Monthly Cost (Year 1)

Wix

$30-80/mo

Squarespace

$16-36/mo

WordPress

$150-500/mo

Custom

$99/mo

Upfront Cost

Wix

$0

Squarespace

$0

WordPress

$2,000-10,000

Custom

$0

Page Speed (Mobile)

Wix

4-6 seconds

Squarespace

3-5 seconds

WordPress

2-4 seconds*

Custom

1-2 seconds

SEO Control

Wix

Limited

Squarespace

Moderate

WordPress

Full*

Custom

Full

Unique Design

Wix

Template

Squarespace

Template

WordPress

Custom possible

Custom

Fully custom

Maintenance Required

Wix

Minimal

Squarespace

Minimal

WordPress

Significant

Custom

None (included)

Can You Leave?

Wix

Rebuild from scratch

Squarespace

Rebuild from scratch

WordPress

Take everything

Custom

Take everything

*WordPress performance and SEO depend heavily on hosting quality, theme selection, and proper optimization. An unoptimized WordPress site can be slower than Wix.

So Which Should You Choose?

Use Wix or Squarespace if: You're testing a business idea, you have zero budget, or you need something live today. Understand the limitations going in. These platforms are good for getting online fast, not for competing long-term.

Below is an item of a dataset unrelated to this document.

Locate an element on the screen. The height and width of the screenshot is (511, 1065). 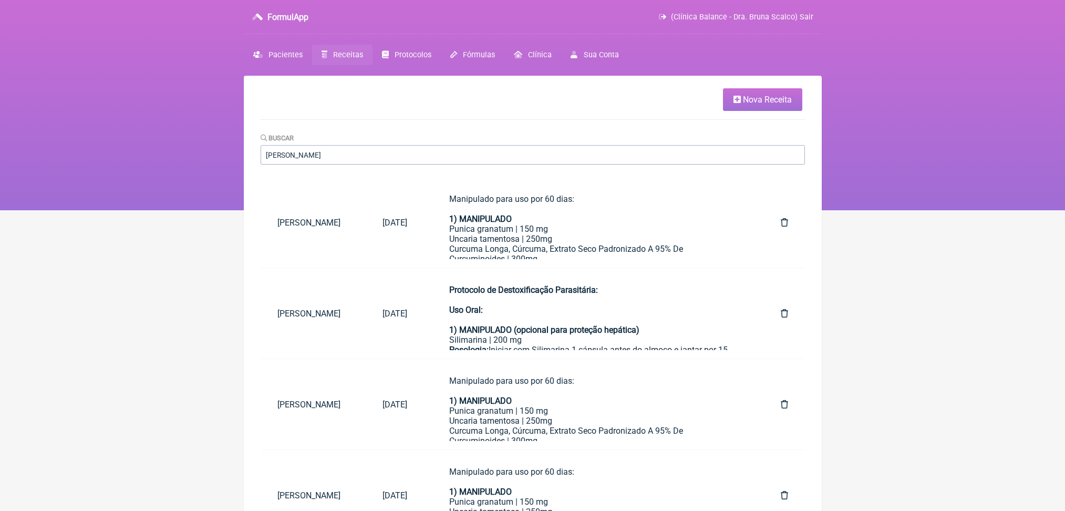
strong: Posologia: is located at coordinates (469, 349).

Use WordPress if: You need a complex site with hundreds of pages, custom functionality (membership portals, booking systems, large e-commerce), and you have the budget and technical knowledge (or a developer) to maintain it properly.

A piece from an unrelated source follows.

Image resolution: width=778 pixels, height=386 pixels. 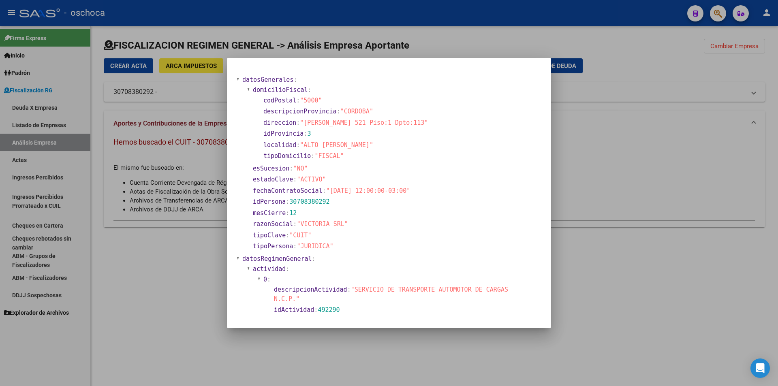 What do you see at coordinates (322, 224) in the screenshot?
I see `span: "VICTORIA SRL"` at bounding box center [322, 224].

Use a custom subscription model if: You want a professional website that looks unique, loads fast, ranks well on Google, and you don't want to deal with any of the technical overhead. This is the sweet spot for most local businesses in Tampa Bay.

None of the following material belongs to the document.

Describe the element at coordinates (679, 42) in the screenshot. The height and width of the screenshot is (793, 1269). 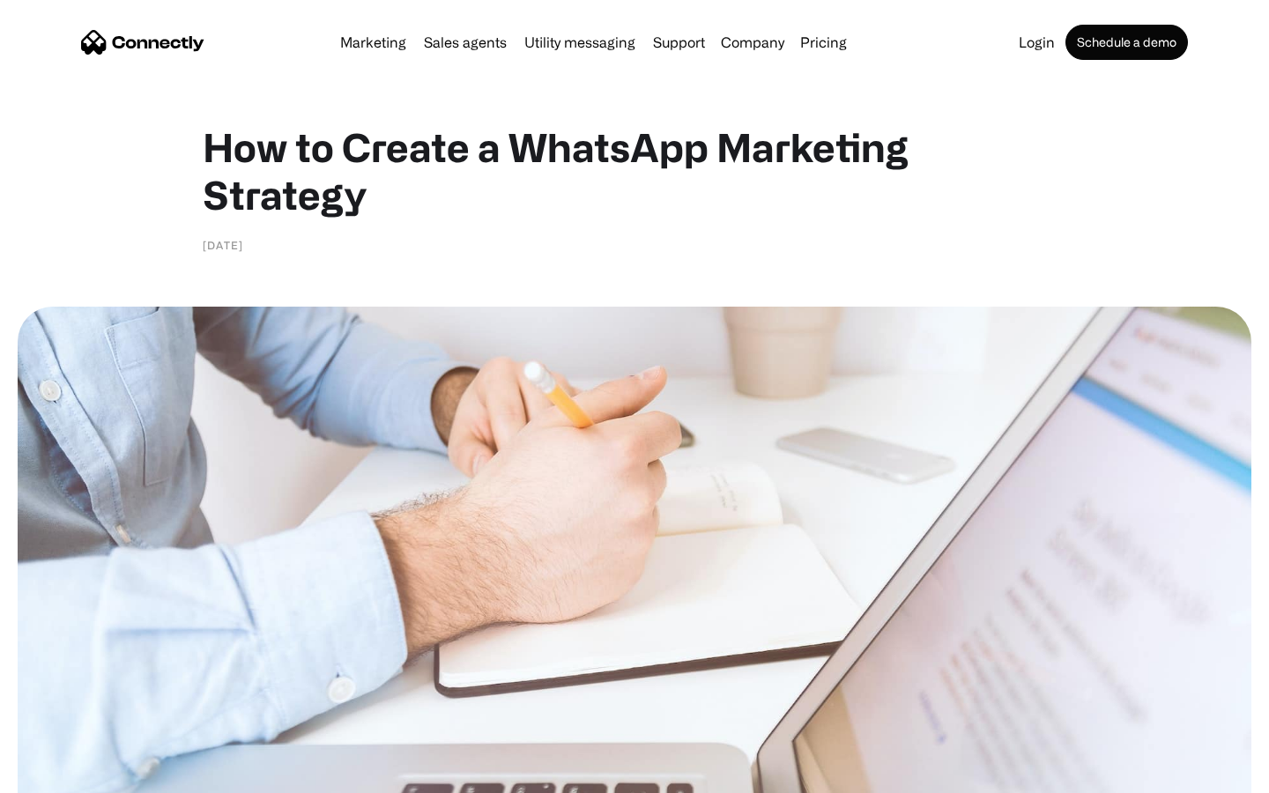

At St Pete Sites, we build custom websites for local businesses at $99/month. No upfront cost, no maintenance burden, no template limitations. Just a fast, beautiful, SEO-optimized website that makes your phone ring.

Frequently Asked Questions

Is Wix good enough for a small business?+
For a brand new business testing the waters, Wix is fine as a starting point. For a business that depends on online visibility and customer conversion, Wix has real limitations: slower page speeds, less control over SEO, generic templates, and the Wix branding on free plans. Most businesses we work with in Tampa Bay started on Wix and came to us when they realized it wasn't generating leads.
Is Squarespace better than Wix?+
Squarespace has better design templates and a cleaner editing experience. It's particularly good for photographers, artists, and portfolio-style sites. For local service businesses (plumbers, contractors, restaurants), neither platform is ideal because both have SEO limitations and slower performance compared to custom-built sites. If you're choosing between the two, Squarespace is the better option for design quality.
Should I use WordPress for my business website?+
WordPress powers 43% of all websites, so it's a proven platform. The self-hosted version (WordPress.org) gives you complete control and good SEO capabilities. The downsides: it requires ongoing maintenance (updates, security patches, plugin conflicts), can be slow without proper optimization, and you need some technical knowledge or a developer to manage it. For businesses that want complete control and have the budget for maintenance, WordPress works. For businesses that want everything handled, a managed subscription model is simpler.
What is the best website builder for SEO?+
For DIY builders, WordPress.org gives you the most SEO control. Squarespace and Wix have improved their SEO capabilities significantly but still have limitations (slower speeds, less control over technical SEO, limited schema markup options). For the best SEO performance, a custom-built website on a modern framework like Next.js outperforms all builders. Every site we build at St Pete Sites includes proper SEO setup from day one.
Can I switch from Wix to a custom website?+
Yes, and it's easier than you think. We handle the entire migration: content transfer, URL redirects (so you don't lose any existing Google rankings), domain transfer, and fresh design. Most migrations take 1-2 weeks. The hardest part is usually getting access to the domain if it's registered through the old platform. Make sure you own your domain in your own account.

Done With Website Builders?

We'll design your custom website for free. See the finished product before you pay anything. $99/mo if you love it.